Even language users that are not actively involved in the semantic battlefield of meaning competition cannot escape the effects of meeting the word both as banner and as stigma word in daily discourse.

Positive meanings outweighed the negative

In our study, samfundssind’s positive uses outnumbered the negative, but the negative voices seem to be louder. It seems plausible that disagreement/negativity requires an element of needing to be ’louder’ as it is demanding change of some sort rather than maintaining the status quo. Words gain their meaning in context (both linguistic, but also societal), and shifting contexts can over time change a word’s connotation or “coloring”. Neutral words can gain a negative connotation from repetitively being used in conjunction with negatively loaded words, just as much as they can obtain a highly emotive value by being combined with emotionally loaded words, also in a relatively short period of time (Karpenko-Seccombe 2021). Various linguists have used the term pragmatic strengthening for this process. And we find negatively and emotionally loaded words in our data (suffer; hoax; slap your face; lies; shaming), where samfundssind is used as a stigma word, while we also find positively and emotionally loaded words in our data (help; beautiful; decency), where samfundssind is used as a banner word. Older and newer uses of a word can co-exist, eventually leading to polysemy (the existence of two separate words with two separate meanings, as pointed out by Aaron in her article from 2010 on the word ‘lame’ in English). At this point in the word samfundssind’s development, it is not clear whether one meaning will prevail over the other, or two separate words will develop. It is possible that the importance of this word will wane in parallel with the waning of interest in the pandemic.

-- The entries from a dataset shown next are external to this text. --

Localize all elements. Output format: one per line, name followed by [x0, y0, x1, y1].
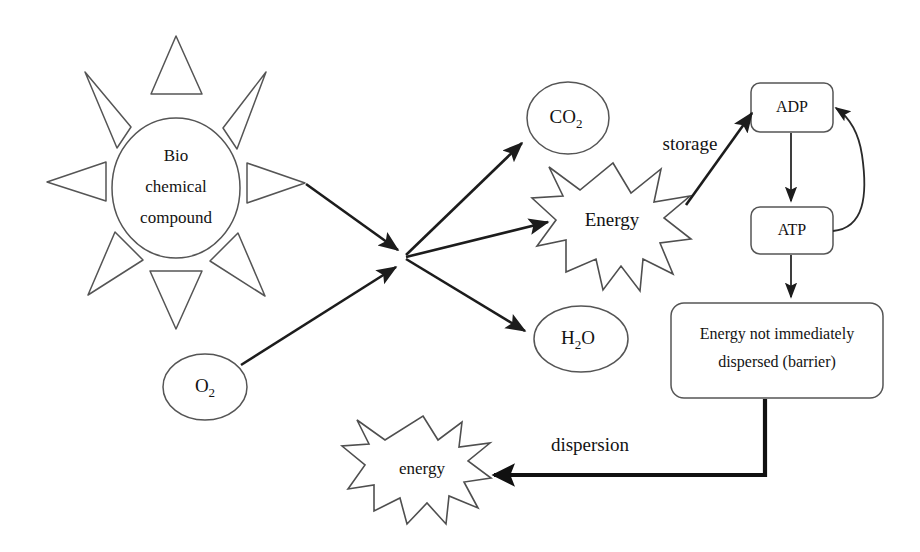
dispersion-edge-label: dispersion — [551, 434, 630, 455]
arrow-compound-to-junction — [306, 184, 398, 250]
adp-label: ADP — [776, 98, 808, 115]
biochemical-compound-label-line1: Bio — [164, 146, 189, 165]
sun-ray-upper-right-icon — [223, 72, 266, 149]
sun-ray-lower-right-icon — [210, 233, 265, 296]
arrow-atp-to-adp-return — [833, 108, 864, 231]
sun-ray-upper-left-icon — [85, 72, 131, 148]
arrow-oxygen-to-junction — [241, 267, 396, 365]
arrow-junction-to-carbon-dioxide — [406, 143, 522, 255]
atp-label: ATP — [778, 221, 807, 238]
carbon-dioxide-label-main: CO — [550, 106, 576, 127]
arrow-junction-to-energy — [406, 222, 548, 257]
arrow-barrier-to-dispersed-energy — [494, 399, 765, 475]
oxygen-label-main: O — [195, 375, 209, 396]
arrow-energy-to-adp-storage — [686, 113, 752, 205]
oxygen-label-subscript: 2 — [209, 385, 216, 400]
sun-ray-bottom-icon — [150, 271, 202, 329]
water-label-o: O — [581, 327, 595, 348]
barrier-node — [671, 303, 883, 398]
carbon-dioxide-label-subscript: 2 — [576, 116, 583, 131]
sun-ray-right-icon — [247, 163, 305, 203]
water-label-h: H — [561, 327, 575, 348]
sun-ray-left-icon — [47, 162, 106, 201]
barrier-label-line2: dispersed (barrier) — [718, 353, 836, 371]
dispersed-energy-burst-label: energy — [399, 459, 445, 478]
biochemical-compound-label-line2: chemical — [145, 177, 207, 196]
biochemical-compound-label-line3: compound — [140, 208, 212, 227]
arrow-junction-to-water — [406, 259, 525, 331]
energy-burst-label: Energy — [585, 209, 640, 230]
storage-edge-label: storage — [663, 133, 718, 154]
barrier-label-line1: Energy not immediately — [700, 325, 854, 343]
sun-ray-top-icon — [151, 36, 202, 94]
diagram-canvas: Bio chemical compound O2 CO2 H2O Energy … — [0, 0, 920, 552]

Linguistics can shed light on points of tension in society.

This article is published in response to an interest in Covid-19/crises, samfundssind, social cohesion, and social division.


Further reading:

  • Fritz Hermanns, ‘Deontische Tautologien. Ein linguistischer Beitrag zur Interpretation des Godesberger Programms (1959) der Sozialdemokratischen Partei Deutschlands[A linguistic contribution to the interpretation of the Godesberg Program (1959) of the Social Democratic Party of Germany]. In: Josef Klein, ed., Politische Semantik. Bedeutungsanalytische und sprachkritische Beiträge zur politischen Sprachverwendung [Political semantics. Contributions to the analysis of meaning and criticism of language on the political use of language]. (Opladen: Westdeutscher Verlag; 1989) pp. 69-149.
  • Fritz Hermanns, ‘Schlüssel-, Schlag- und Fahnenwörter. Zu Begrifflichkeit und Theorie der lexikalischen „politischen“ Semantik’ [Keywords, buzzwords and flag words. On the concept and theory of lexical “political” semantics.] in Arbeiten aus dem Sonderforschungsbereich 245 “Sprache und Situation“ [Works from the Collaborative Research Center 245 "Language and Situation"] Bericht Nr. 81 (Heidelberg/Mannheim; 1994).
  • Hermann Lübbe‚ ‘Der Streit um Worte. Sprache und Politik’ [The quarrel over words. Language and Politics]. In: Hans-Georg Gadamer (ed.). Das Problem der Sprache [The problem on language]. (München: Wilhelm Fink Verlag; 1967) pp. 351-371.
  • Jessi Elana Aaron, ‘An awkward Companion: Disability and the Semantic Landscape of Lame’. Journal of English Linguistics 38, I (2010) pp. 25-55.
  • Josef Klein, ‘Wortschatz, Wortkampf, Wortfelder in der Politik‘ [Vocabulary, battle of words, fields of words in politics]. In: Josef Klein, ed., Politische Semantik. Bedeutungsanalytische und sprachkritische Beiträge zur politischen Sprachverwendung [Political semantics: Contributions to the analysis of meaning and criticism of language on the political use of language]. (Opladen: Westdeutscher Verlag; 1989) pp. 3-50.
  • Paul Hopper and Elizabeth C. Traugott, Grammaticalization (2nd ed., Cambridge Textbooks in Linguistics, Cambridge: Cambridge University Press, 2003).
  • Paul Hopper and Elizabeth C. Traugott, ‘Grammaticalization’. Journal of Linguistics, 31(1) (Cambridge: Cambridge University Press, 1993) pp. 186-188.
  • Tatyana Karpenko-Seccombe, ‘Separatism: a cross-linguistic corpus-assisted study of the word meaning development in the time of conflict’. Corpora 16, 3 (2021) pp. 379-416.